Strip Club Can’t Force Arbitration on Dancers

MIAMI (CN) - A strip club cannot compel its dancers to engage in arbitration over their claims they are being paid less than minimum wage, a federal magistrate ruled.

Exotic dancers at the King of Diamonds Gentlemen's Clubs in Miami filed a collective Fair Labor Standards Act case against their employer in April 2014, claiming the club and its affiliates refused "to pay the minimum wages and overtime compensation to the dancers-entertainers they employ."

After the class action was filed, the club's owners began requiring all prospective dancers to sign arbitration agreements before they would be hired. It also asked current employees to sign the agreements. Four plaintiffs did so.

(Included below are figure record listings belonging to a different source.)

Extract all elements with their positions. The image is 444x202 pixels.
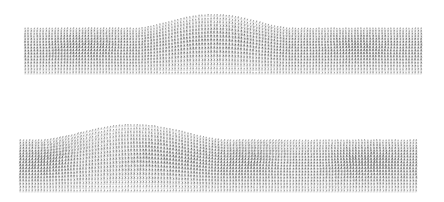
lower-quiver-panel xyxy=(0,101,444,202)
quiver-figure xyxy=(0,0,444,202)
lower-quiver-plot xyxy=(0,101,444,202)
upper-quiver-plot xyxy=(0,0,444,101)
upper-quiver-panel xyxy=(0,0,444,101)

Later, King of Diamonds filed a motion to compel arbitration, a motion the dancers opposed on the grounds that its filing was an "impermissible attempt to interfere with the proposed class."

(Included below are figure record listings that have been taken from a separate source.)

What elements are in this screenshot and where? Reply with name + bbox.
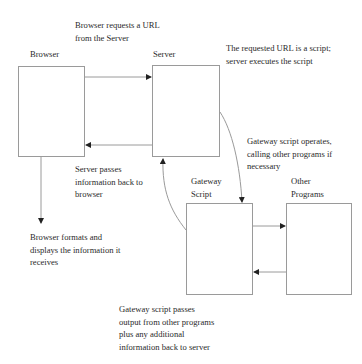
browser-label: Browser: [30, 48, 59, 61]
gateway-script-label: Gateway Script: [191, 175, 222, 200]
arrow-server-to-gateway: [220, 112, 242, 202]
annotation-gateway-passes: Gateway script passes output from other …: [119, 303, 214, 353]
annotation-request: Browser requests a URL from the Server: [75, 19, 160, 44]
annotation-server-passes: Server passes information back to browse…: [75, 163, 143, 201]
gateway-script-box: [186, 203, 253, 295]
server-label: Server: [153, 48, 175, 61]
annotation-executes: The requested URL is a script; server ex…: [226, 42, 331, 67]
browser-box: [18, 66, 85, 157]
annotation-operates: Gateway script operates, calling other p…: [247, 135, 332, 173]
arrow-gateway-to-server: [163, 159, 186, 230]
annotation-browser-displays: Browser formats and displays the informa…: [30, 231, 120, 269]
other-programs-label: Other Programs: [291, 175, 324, 200]
server-box: [152, 65, 220, 157]
other-programs-box: [286, 203, 352, 295]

U.S. Magistrate Judge Jonathan Goodman sided with the dancers, holding that King of Diamond's arbitration policy, "was clearly coercive and admittedly designed to undermine this litigation."

In explaining the rationale behind this conclusion, Goodman pointed out that the defendants "unequivocally" admitted that they imposed the arbitration requirement after the dancers' lawsuit was filed, and was done so to "dissuade entertainers from participating in this civil action."

"Based on the testimony of the witnesses at the evidentiary hearing ... including the confirmation from named Plaintiffs who refused to sign the agreement that they were, in fact, no longer provided the opportunity to work ... Defendants did in fact make the signing of the subject arbitration agreement a condition of continuing employment."

This, Goodman said, did make the defendants' action "coercive" and "abusive."

Attorney Harlan Miller, who represents the plaintiffs class, told Courthouse News that Goodman's decision is great news for people who find themselves with mandatory arbitration agreements.

"It speaks to all people who are fired and face mandatory arbitration. It's fundamental fairness. The judge did a great job explaining his rational," Miller said.

A representative of King Of Diamonds declined to comment on the decision, as did the club's attorney, Dean Fuchs of Schulten, Ward & Turner in Atlanta.

"Unfortunately I'm not in the habit of commenting on active cases, particularly before we've had the chance to appeal," Fuchs said.